Established in 1869 with great vision and foresight from Dunedin’s early settlers, the University of Otago is New Zealand’s oldest university. Today, the university has around 20,000 students, employs more than 3,800 staff, and is a significant educational, economic and cultural force. It has over 150,000 former students and enjoys a prestigious global reputation for outstanding research and scholarship.
For decades, New Zealand has struggled to substantially improve its productivity levels. But there are key ways the government can address this issue – improving the economic wellbeing of the country.
About a third of insects attracted to artificial lights die by morning, often from exhaustion. But we can help them, and the vital ecosystems they serve, by reducing light pollution.
Young people should be protected from taking up vaping but policies must be proportionate and reduce the appeal and addictiveness of both tobacco and vaping products.
Chronic pain is often caused by a hyper-vigilant nervous system which exaggerates the pain signal even after damaged tissue has healed. Similar processes are at play in persistent fatigue.
If Chaucer makes a comeback in the proposed English curriculum rewrite, we shouldn’t dismiss what his work tells us about human nature – and contemporary New Zealand.
The world’s best chance of preventing the next pandemic lies in a global treaty. But deep divisions over funding and the sharing of vaccines and treatments have so far prevented an agreement.
Even the big oil companies are predicting global demand will decline within decades. With investment in oil exploration projected to decline too, New Zealand should be putting its energy elsewhere.
Analysis of 111 calls suggests most responses to calls from people in mental health distress could be led by social service providers without the need for police.

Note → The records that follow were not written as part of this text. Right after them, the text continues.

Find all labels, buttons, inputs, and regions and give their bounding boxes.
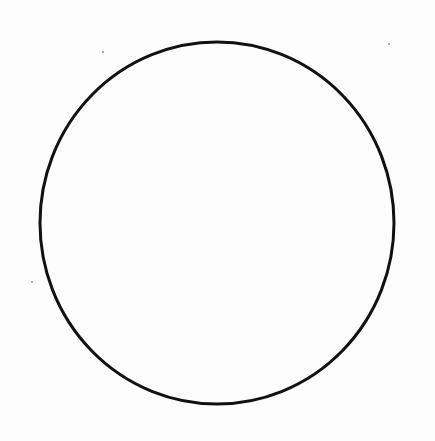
diagram-canvas <box>0 0 435 441</box>
circle-outline <box>40 42 394 404</box>
scan-speck <box>31 281 33 283</box>
scan-speck <box>388 43 390 45</box>
scan-speck <box>102 51 104 53</box>
circle-figure <box>0 0 435 441</box>
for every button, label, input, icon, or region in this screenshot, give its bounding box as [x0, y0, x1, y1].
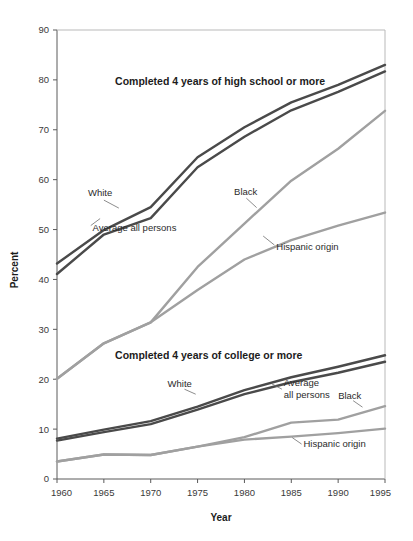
y-tick-label: 60: [38, 174, 49, 185]
axes-group: [53, 30, 385, 483]
leader-line-high_school-hispanic-origin: [263, 236, 274, 245]
plot-frame: [57, 30, 385, 479]
y-axis-title: Percent: [9, 251, 20, 288]
series-label-college-black: Black: [338, 390, 361, 401]
education-attainment-chart: 0102030405060708090 19601965197019751980…: [0, 0, 413, 541]
x-tick-label: 1995: [370, 487, 391, 498]
series-line-college-white: [57, 355, 385, 438]
label-leader-lines: [91, 198, 363, 444]
x-tick-label: 1970: [140, 487, 161, 498]
x-tick-label: 1960: [51, 487, 72, 498]
x-tick-label: 1975: [187, 487, 208, 498]
y-tick-label: 0: [44, 473, 49, 484]
series-label-high_school-hispanic-origin: Hispanic origin: [276, 241, 338, 252]
series-label-high_school-white: White: [88, 187, 112, 198]
y-tick-labels: 0102030405060708090: [38, 24, 49, 484]
series-lines: [57, 65, 385, 462]
series-label-college-average-all-persons: Averageall persons: [284, 377, 330, 400]
x-tick-label: 1990: [328, 487, 349, 498]
series-label-college-hispanic-origin: Hispanic origin: [303, 438, 365, 449]
y-tick-label: 70: [38, 124, 49, 135]
group-titles: Completed 4 years of high school or more…: [115, 75, 325, 361]
axis-lines: [57, 30, 385, 479]
group-title-high_school: Completed 4 years of high school or more: [115, 75, 325, 87]
y-tick-label: 80: [38, 74, 49, 85]
y-tick-label: 40: [38, 274, 49, 285]
x-tick-label: 1980: [234, 487, 255, 498]
series-labels: WhiteAverage all personsBlackHispanic or…: [88, 186, 366, 449]
leader-line-high_school-black: [246, 198, 256, 207]
y-tick-label: 50: [38, 224, 49, 235]
y-tick-label: 10: [38, 424, 49, 435]
series-label-college-white: White: [168, 378, 192, 389]
leader-line-college-white: [184, 389, 195, 394]
leader-line-college-black: [353, 401, 362, 407]
leader-line-high_school-white: [104, 200, 119, 208]
y-tick-label: 20: [38, 374, 49, 385]
chart-canvas: 0102030405060708090 19601965197019751980…: [0, 0, 413, 541]
y-tick-label: 30: [38, 324, 49, 335]
x-tick-label: 1985: [281, 487, 302, 498]
y-tick-label: 90: [38, 24, 49, 35]
x-axis-title: Year: [210, 512, 231, 523]
leader-line-college-hispanic-origin: [292, 438, 301, 444]
x-tick-label: 1965: [93, 487, 114, 498]
x-tick-labels: 19601965197019751980198519901995: [51, 487, 391, 498]
group-title-college: Completed 4 years of college or more: [115, 349, 302, 361]
series-label-high_school-average-all-persons: Average all persons: [93, 222, 177, 233]
series-label-high_school-black: Black: [234, 186, 257, 197]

Adding vitamin and mineral supplements to the diet of pregnant women with antenatal depression not only reduced their symptoms and improved their functioning – it also benefitted their infants.
Timothy Welch, University of Auckland, Waipapa Taumata Rau; Anna Matheson, Te Herenga Waka — Victoria University of Wellington; Craig Elliffe, University of Auckland, Waipapa Taumata Rau; Dennis Wesselbaum, University of Otago; Hiran Thabrew, University of Auckland, Waipapa Taumata Rau; Julia Talbot-Jones, Te Herenga Waka — Victoria University of Wellington, and Mark Barrow, University of Auckland, Waipapa Taumata Rau
Finance minister Nicola Willis made good on two promises with her first budget – tax cuts and no surprises. But the belt tightening required to do that will have longer-term consequences.
An ‘apprenticeship’ system would undermine teaching’s role as a profession, and separate trainees from the evolving research and knowledge that university-based training provides.
Spikes in inflation are often blamed on government borrowing to deliver cash handouts. But it’s more complicated than that. The real issue lies in borrowing without a plan to balance the books.
One in five underage adolescents vape occasionally, and nearly 28% of Māori youth vape regularly. Most get their product by sharing and asking older friends to buy vapes for them.
Influenza accounts for more than half of all potentially vaccine-preventable hospitalisations of children under 14. But those living in poverty are three times more likely to require hospital care.
Many people may assume New Zealand’s native birds arrived via Australia. But our new research on the Auckland Island merganser shows they originated from much further away.
The majority of 25 surveyed developments around New Zealand lacked healthy, ecologically meaningful vegetation. Applying biodiversity targets for medium-density housing could turn this around.
New research highlights common threads in cancer survivors’ stories, including the effort it takes to navigate the health system, even for a diagnosis, and the struggle to fund unsubsidised treatments.
The protracted deliberations over joining AUKUS pillar two suggest New Zealand is hoping questions of security, trade and domestic opinion will be solved in time. That’s unlikely.